Check throttle/undervoltage flags
shell
vcgencmd get_throttled
Check for v3d errors
shell
dmesg | grep -iE "v3d|gpu.*reset|hang" journalctl -b 1 -p err
Check for hung tasks
shell
journalctl -b 1 | grep "blocked for more than"
Check boot history for crash patterns
shell
journalctl --list-boots
Check filesystem corruption
shell
dmesg | grep -iE "corrupt|unclean|fsck"
Check SD card health
shell
cat /sys/block/mmcblk0/device/life_time cat /sys/block/mmcblk0/device/pre_eol_info

VNC

Rem­mina

Taken from the "Linux Con­sulting and Training" docs:

Note

Tested with Rasp­berry Pi OS on July 2020

When trying to con­nect from your Linux ma­chine using Rem­mina to a Rasp­berry Pi run­ning Rasp­berry PI OS with Re­alVNC en­abled you get the error:

Un­known au­then­ti­ca­tion scheme from VNC server

Re­alVNC only sup­ports a few se­cu­rity schemes.
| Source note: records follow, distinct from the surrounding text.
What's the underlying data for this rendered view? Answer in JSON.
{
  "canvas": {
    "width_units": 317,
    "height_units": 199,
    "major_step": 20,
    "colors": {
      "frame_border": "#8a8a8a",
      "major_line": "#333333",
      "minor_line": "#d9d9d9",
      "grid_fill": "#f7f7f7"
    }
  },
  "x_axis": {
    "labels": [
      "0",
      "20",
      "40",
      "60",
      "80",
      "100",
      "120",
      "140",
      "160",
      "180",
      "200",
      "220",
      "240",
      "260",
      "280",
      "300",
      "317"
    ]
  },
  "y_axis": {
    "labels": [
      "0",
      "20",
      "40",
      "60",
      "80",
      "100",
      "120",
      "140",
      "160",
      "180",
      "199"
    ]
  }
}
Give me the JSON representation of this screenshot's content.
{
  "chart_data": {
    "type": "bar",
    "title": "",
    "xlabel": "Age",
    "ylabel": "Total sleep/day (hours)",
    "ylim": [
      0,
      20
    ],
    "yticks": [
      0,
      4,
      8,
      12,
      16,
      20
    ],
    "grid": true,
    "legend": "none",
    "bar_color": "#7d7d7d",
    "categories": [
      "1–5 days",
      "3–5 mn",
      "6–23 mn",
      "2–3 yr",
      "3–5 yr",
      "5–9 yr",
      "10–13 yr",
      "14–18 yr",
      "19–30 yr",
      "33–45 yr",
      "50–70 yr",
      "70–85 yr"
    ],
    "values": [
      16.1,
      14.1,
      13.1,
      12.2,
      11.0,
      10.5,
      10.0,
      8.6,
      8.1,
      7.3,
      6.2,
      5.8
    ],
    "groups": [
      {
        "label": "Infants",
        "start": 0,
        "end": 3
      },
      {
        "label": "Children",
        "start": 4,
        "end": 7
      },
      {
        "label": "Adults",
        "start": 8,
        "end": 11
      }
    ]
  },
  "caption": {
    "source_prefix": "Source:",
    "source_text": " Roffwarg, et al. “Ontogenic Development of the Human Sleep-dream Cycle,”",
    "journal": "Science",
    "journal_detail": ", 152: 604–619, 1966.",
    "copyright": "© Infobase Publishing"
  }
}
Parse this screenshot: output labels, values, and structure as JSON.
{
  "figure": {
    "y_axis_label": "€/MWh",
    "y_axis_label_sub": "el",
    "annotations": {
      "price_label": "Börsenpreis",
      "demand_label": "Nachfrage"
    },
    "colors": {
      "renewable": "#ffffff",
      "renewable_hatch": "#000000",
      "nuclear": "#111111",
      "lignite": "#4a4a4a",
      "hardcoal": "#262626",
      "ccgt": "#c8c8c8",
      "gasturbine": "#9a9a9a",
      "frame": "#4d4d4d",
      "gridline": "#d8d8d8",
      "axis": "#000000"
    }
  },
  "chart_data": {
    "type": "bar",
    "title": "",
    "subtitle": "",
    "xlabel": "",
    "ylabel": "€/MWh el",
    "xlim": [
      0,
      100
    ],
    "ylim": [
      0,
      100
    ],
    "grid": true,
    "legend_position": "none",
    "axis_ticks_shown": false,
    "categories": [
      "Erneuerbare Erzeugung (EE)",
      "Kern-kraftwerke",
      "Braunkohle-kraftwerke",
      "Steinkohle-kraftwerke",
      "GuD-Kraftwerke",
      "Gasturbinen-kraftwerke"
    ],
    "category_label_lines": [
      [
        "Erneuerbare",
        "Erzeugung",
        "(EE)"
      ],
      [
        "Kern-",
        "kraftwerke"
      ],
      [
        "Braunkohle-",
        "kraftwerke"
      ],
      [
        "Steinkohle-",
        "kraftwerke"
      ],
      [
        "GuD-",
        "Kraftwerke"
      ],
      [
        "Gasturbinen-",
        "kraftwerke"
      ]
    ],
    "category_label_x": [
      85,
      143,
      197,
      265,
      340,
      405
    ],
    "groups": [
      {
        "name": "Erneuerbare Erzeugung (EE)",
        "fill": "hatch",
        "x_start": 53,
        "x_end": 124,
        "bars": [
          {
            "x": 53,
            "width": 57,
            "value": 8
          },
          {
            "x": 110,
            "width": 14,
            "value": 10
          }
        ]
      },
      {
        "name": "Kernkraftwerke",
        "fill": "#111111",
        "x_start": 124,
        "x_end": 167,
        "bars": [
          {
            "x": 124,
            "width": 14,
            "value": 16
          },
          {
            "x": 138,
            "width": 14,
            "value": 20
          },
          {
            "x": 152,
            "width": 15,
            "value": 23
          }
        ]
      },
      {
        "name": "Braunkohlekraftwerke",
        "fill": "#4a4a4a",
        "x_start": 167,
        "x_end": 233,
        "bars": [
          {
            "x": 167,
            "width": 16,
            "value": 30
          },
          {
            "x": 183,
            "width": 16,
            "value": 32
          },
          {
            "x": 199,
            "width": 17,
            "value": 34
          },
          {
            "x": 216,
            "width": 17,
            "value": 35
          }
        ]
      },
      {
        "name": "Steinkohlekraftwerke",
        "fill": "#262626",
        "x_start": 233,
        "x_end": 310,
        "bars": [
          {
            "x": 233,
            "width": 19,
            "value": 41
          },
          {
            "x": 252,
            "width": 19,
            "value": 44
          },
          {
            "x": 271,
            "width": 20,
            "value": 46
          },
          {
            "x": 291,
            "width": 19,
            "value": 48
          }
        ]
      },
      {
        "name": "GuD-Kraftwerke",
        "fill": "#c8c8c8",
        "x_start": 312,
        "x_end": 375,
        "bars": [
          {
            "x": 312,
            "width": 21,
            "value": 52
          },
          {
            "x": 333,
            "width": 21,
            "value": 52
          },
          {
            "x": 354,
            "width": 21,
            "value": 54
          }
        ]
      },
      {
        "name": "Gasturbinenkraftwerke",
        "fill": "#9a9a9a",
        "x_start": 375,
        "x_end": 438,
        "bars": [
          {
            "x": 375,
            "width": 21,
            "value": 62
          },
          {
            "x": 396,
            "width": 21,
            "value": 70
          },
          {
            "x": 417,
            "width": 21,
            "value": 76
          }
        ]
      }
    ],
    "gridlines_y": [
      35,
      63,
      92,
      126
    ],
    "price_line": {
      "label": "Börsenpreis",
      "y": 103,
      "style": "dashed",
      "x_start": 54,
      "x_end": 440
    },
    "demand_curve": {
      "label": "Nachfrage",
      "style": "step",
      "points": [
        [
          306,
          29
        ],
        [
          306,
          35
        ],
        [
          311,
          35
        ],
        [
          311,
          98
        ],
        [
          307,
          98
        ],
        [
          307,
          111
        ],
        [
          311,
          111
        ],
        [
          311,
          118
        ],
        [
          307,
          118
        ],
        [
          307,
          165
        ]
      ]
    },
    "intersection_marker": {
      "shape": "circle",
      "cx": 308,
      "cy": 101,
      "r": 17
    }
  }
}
Authentication=VncAuth seems to be the only scheme that al­lows di­rect con­nec­tions from VNC-com­pat­ible Viewer pro­jects from third par­ties. In order to change to VncAuth scheme in your Rasp­bian and set a pass­word to ac­cept con­nec­tions from Rem­mina VNC plugin, open a SSH ses­sion (or a ter­minal window) on the Rasp­berry and gen­erate your VNC pass­word with:

bash
sudo vncpasswd -service

Now, edit the file /root/.vnc/config.d/vncserver-x11

bash
sudo nano /root/.vnc/config.d/vncserver-x11

and add the fol­lowing line at the end of the file:

plaintext
Authentication=VncAuth

Now your config file should look more or less like mine:

plaintext
_AnlLastConnTime=int64:0000000000000000 _LastUpdateCheckSuccessTime=int64:01d65c12272dff1a _LastUpdateCheckTime=int64:01d65c12272dff1a Password=c3abbea3b003a0b231737c0541892d72 Authentication=VncAuth

c3abbea3b003a0b231737c0541892d72 is the en­crypted ver­sion of "rasp­berry"; your line will likely be dif­ferent.

Even­tu­ally, restart the VNC server ser­vice with:

bash
sudo systemctl restart vncserver-x11-serviced

...and you are ready to con­nect to your Rasp­berry Pi using Rem­mina.

Im­ager

How do I open "Ad­vanced Set­tings" in Rasp­berry Pi Im­ager ap­pli­ca­tion?